Dick of the Dead
Rachel Loden
An author’s statement
Eleven Questions in Search of an Author
What do you do when you ought to be doing other things?
When I was supposed to be writing this the other night, I was instead going through the OED and obsessively reading the lists of compound words that begin with “wind” or “moon” (and the quotations in which they’re used). It was absolutely narcotic—hard to stop.
What’s something we might not guess as we read your book?
That I’m the prisoner in the paddy wagon on page 32. Destination: the Tombs, a.k.a. the Manhattan
House of Detention. I was seventeen.
Who influences your writing in an unexpected way?
My husband, whose first language isn’t English. His teachers in Helsinki were a bunch of nuns
from St. Louis and he came to this country to study mathematics at the age of sixteen. Now you
can tell only very rarely—when he pronounces a word or structures a sentence a little differently.
I find it defamiliarizes the language for me in a useful and pleasurable way. Plus he’s kept me
intellectually nimble, just trying to keep up.
What’s one of the oddest things that ever happened to you?
It had to do with a package in the mailbox. My mother, brother and I were living in a rented apartment in Berkeley and FBI agents (like mailmen) were known to come to the door, inquiring after my mother’s questionable activities in the labor movement and elsewhere.
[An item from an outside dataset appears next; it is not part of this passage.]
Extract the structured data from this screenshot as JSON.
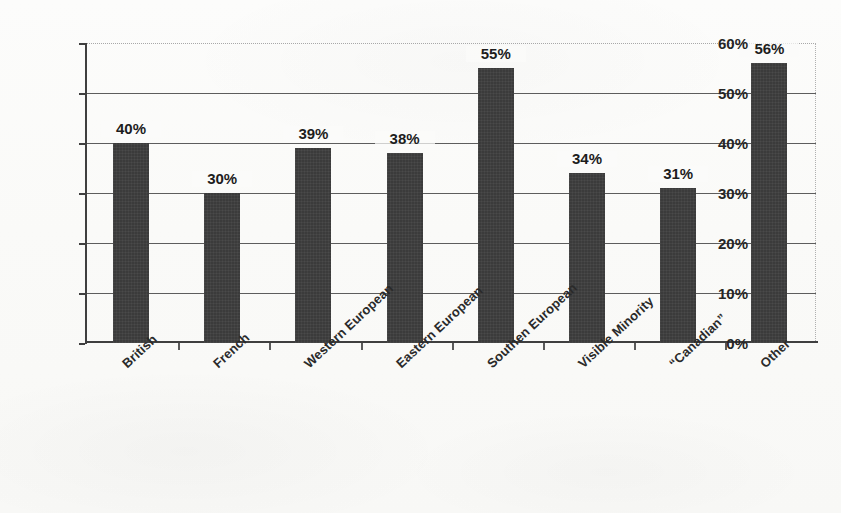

So it seemed quite peculiar to come home from grade school and open up a package containing The Social Blue Book of Seattle. Even more peculiar, we were listed in it at our actual, semiridiculous address of “2919 -1/2 Deakin Street.” I knew it was my Seattle grandmother’s doing, but what I didn’t learn till much later was that that formidable lady herself had, in early days, reported her daughter to Hoover’s minions.
But I remember thinking how funny and poignant that “1/2” was in the address, given the Blue Book’s pretensions.
Why didn’t you go to school to learn to write?
One explanation is that I didn’t get the chance—at first because my family fell apart and later because I was busy with other things, like childrearing.
But actually teachers were sending me to the library for independent study as early as sixth grade. That was supposed to be an honor and I guess it was, but it was also a trifle lonely.
In the end I came to relish solitude and chose to make the best of it. That was a piece of luck because it opened the door to my vocation. And without any student loans.
Would you recommend that route to others?
Not if you want the more practical sorts of doors held wide for you, which is a natural human longing. Your teachers, your mentors, perhaps even your friends, will be not so much laid away in books (in Dickinson’s phrase) as contained in them. You have to open them yourself. But when you do, of course, what friends—their generosity is astonishing.
So you just go on your nerve, as O’Hara said, even when it seems impossible that nerve alone will cut it.
But my story ought to be reassuring to spinners of poetry conspiracies because, as it turns out, to the people who really count—your peers—all that matters is whether you can write.
How did you learn to write, then?
That’s an ongoing project. But back then (as now) it was only by reading and falling seriously in love with my reading.
Beyond that I invented some fairly loopy training regimens. For example, I bought a stack of black and white composition books and drew a line down the middle of each page. Then I recorded snippets of language—things I heard or odd juxtapositions that popped into my head. Like a magpie, perhaps, stealing shiny bits from which to make my nest.
What do you find amusing?
There was a man on the BBC just now, discussing the economy, and (unless I’m hearing things)
his name was Roger Boodle.
If you could change places with someone for a day, whom would you choose?
Chrissie Hynde (of the Pretenders), possibly circa 1980.
What else would you like to do other than write poetry?
Make collages, illuminated books, and interactive hypermedia poems. But Tricky D. would
probably try to sneak into them. (Shall I resist that? I don’t know.)
What’s eerie for you about the main drag in the town where you live?
That my young, startlingly handsome uncle, Russell Ulrich, crashed and died there years before I was born. He arrived from Seattle to join the freshman class at Stanford and, in that first year, loaned money to a classmate for an illegal abortion; in return he was given a car. Unfortunately the brakes failed and that was the end of Russell on the royal road, El Camino Real. I don’t know exactly where it happened, which may (or may not) be all to the good.
What I do know is that I likely wouldn’t exist without this set of facts. Another story!